Abstract
Does the distribution of registered clinical trials investigating traditional medicine highlight a research gap in Africa, where 80% rely on these remedies? This comprehensive cross-sectional audit evaluated all 23873 African and 190644 U.S intervention trials publicly registered on clinicalTrials.gov through April 2026 [1]. Investigators computed the chi-square statistical test of distributional uniformity as the primary estimand using available registry metadata for each nation. Africa hosted only 3 traditional medicine trials, representing 0.0% of its portfolio, compared to 241 in the United States, revealing an 80-fold stark disparity in per-population global annual research investment[2]. As a robustness check, Shannon entropy of the trial distribution was 2.46 bits, confirming statistically very substantial concentration beyond clearly random variation. In Uganda, where traditional healers outnumber physicians 100 to 1, and herbs treat malaria and HIV, this trial gap fractures integrated care[3]. Missing subnational data and exclusion of registry-based observational studies also constrain generalizability and may significantly under-estimate actual traditional practice.
References
1. World Health Organization. (2023). WHO traditional medicine strategy: 2025–2034. Geneva: WHO.
2. Sundararajan, R., Ponticiello, M., Nansera, D., et al. (2024). Traditional healer support to improve HIV viral suppression in rural Uganda (Omuyambi): study protocol for a cluster randomized hybrid effectiveness-implementation trial. Trials, 25(1), 430. PMID: 38978123
3. Gang, R., Matsabisa, M., & Okello, D. (2024). Medicinal plants used for cutaneous wound healing in Uganda; ethnomedicinal reports and pharmacological evidences. Heliyon, 10(9), e29717.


__The problem__: Look through the material beneath and copy each line with the word "star".
»»
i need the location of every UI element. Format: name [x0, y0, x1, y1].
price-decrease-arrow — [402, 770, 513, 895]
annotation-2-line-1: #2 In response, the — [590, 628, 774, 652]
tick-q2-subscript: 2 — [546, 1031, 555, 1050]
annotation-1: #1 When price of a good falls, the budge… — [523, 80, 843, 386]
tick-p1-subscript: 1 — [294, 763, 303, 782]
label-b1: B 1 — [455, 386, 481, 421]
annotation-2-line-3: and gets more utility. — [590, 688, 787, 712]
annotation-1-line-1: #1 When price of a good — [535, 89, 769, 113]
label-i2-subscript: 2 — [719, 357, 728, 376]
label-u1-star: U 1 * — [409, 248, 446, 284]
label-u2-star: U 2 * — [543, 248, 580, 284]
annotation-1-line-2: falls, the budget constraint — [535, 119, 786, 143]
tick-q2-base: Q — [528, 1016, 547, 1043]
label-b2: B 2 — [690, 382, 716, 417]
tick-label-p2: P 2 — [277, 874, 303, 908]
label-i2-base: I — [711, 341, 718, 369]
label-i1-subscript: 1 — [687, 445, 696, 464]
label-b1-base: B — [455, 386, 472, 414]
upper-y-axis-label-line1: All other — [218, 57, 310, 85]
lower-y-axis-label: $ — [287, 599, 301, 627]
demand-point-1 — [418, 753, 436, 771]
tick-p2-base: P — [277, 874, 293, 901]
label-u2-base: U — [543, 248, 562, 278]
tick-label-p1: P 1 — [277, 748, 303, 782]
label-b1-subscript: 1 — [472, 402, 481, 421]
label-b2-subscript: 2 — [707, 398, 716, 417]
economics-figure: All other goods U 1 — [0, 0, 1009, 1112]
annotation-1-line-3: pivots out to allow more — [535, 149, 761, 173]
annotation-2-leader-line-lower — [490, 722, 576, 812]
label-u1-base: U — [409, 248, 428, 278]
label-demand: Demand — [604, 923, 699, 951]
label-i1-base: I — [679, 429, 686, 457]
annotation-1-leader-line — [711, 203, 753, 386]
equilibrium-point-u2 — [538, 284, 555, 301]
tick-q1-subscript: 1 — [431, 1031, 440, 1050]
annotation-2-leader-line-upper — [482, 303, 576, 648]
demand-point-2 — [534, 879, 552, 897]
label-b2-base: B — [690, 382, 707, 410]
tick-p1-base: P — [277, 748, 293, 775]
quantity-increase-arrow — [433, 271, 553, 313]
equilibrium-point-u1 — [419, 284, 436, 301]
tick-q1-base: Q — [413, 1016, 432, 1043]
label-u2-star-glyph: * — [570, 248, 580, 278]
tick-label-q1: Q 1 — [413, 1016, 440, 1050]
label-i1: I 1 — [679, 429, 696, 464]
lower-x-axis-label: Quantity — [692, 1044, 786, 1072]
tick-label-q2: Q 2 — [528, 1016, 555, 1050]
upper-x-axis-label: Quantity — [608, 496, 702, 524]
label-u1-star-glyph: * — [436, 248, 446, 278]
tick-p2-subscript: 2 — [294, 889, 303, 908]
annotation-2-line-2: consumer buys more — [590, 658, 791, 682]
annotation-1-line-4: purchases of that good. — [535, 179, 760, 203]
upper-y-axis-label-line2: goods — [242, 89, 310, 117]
««
__Exercise answer__:
label-u1-star: U 1 * — [409, 248, 446, 284]
label-u2-star: U 2 * — [543, 248, 580, 284]
label-u2-star-glyph: * — [570, 248, 580, 278]
label-u1-star-glyph: * — [436, 248, 446, 278]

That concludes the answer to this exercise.